Victor Ting

Blue Atlas Reserve

Class of: 2029

Major: Design and Technology BFA

Medium: Mixed Media

Faculty: Daina Mattis

Prompt: Utilizing the analog and digital tools learned throughout this course you will create a work that exhibits how you envision expansion into space. Either it be colonizing, for travel, or sanctuary from a pandemic, imagine this future place as a person, place or thing. How will you define this using the language of Drawing/Imaging. How will you display the Output? How does this represent you, relate to history and culture and how will others comprehend your intentions?

Blue Atlas Reserve is a credit card specially designed for everyday spending, with the highest 8x point rewards for the Hotel and Resort category.

Each credit card becomes an entry point into a larger spatial ecosystem. Airports, hotels, dining networks, and everyday infrastructures. They are visualized through maps, layers, and categorized zones. By redesigning and reframing credit cards, the project transforms financial benefits into navigable spaces.
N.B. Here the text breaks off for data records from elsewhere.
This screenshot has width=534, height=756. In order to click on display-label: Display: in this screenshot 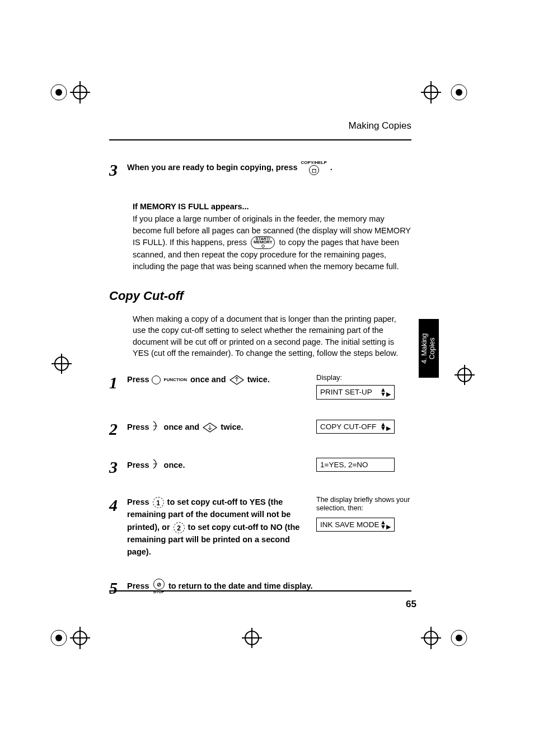, I will do `click(364, 377)`.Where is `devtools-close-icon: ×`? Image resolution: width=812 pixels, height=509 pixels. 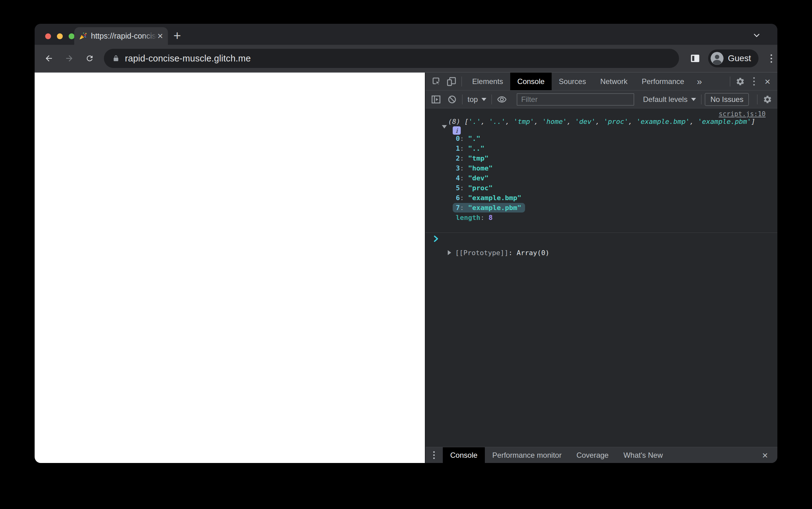 devtools-close-icon: × is located at coordinates (768, 81).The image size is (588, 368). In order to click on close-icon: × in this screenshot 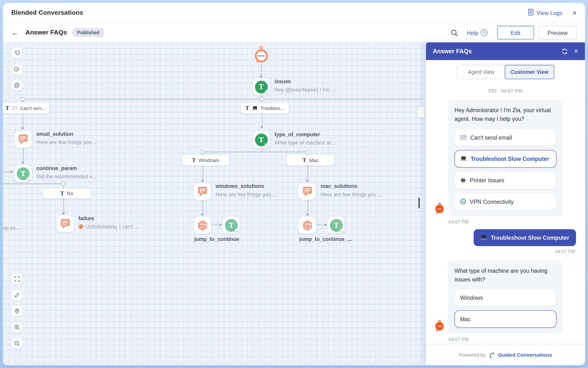, I will do `click(574, 13)`.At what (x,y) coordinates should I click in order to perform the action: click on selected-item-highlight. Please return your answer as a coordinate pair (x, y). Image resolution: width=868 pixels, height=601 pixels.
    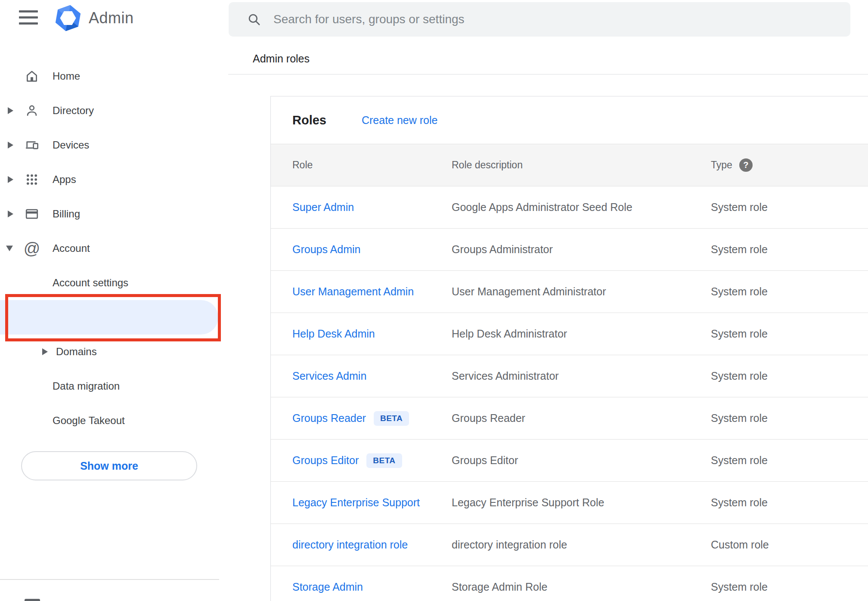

In China, QR-code-driven payment culture is highly developed. I experience a shift when getting in touch with the U.S. credit card-centric economy. From scanning codes to swiping or tapping. What feels invisible in China’s payment system culture becomes a highly physical and multilayered system in the States, filled with hierarchy, rewards, bonuses, and access. This contrast highlights how different cultures shape different “payment spaces,” and how a simple card can represent an entire environment of movement, privilege, and behavior.

As I dive deeper into the research on different credit cards from various banks, I dedicate myself with my full interest to exploring the card in this design project.

—————–

Name of the Origin: [Blue Atlas Reserve]

Water, as one of the five traditional elements (metal, wood, water, fire, and earth), represents wealth in Chinese culture. The saying “遇⽔则发” (When you meet water, you prosper.) originates from this belief. I translated this idea into the name of the bank, Aqua Current, and the card, Blue Atlas Reserve, by using blue gradients and linear structures to reveal movement.

Line, something I believe is the foundation of design, became the structural language of this project. Culture in this project was not decorative; it was something that shaped the system’s conceptual framework.

Together, these elements transform the card into more than a financial tool — to hold it is to hold prosperity.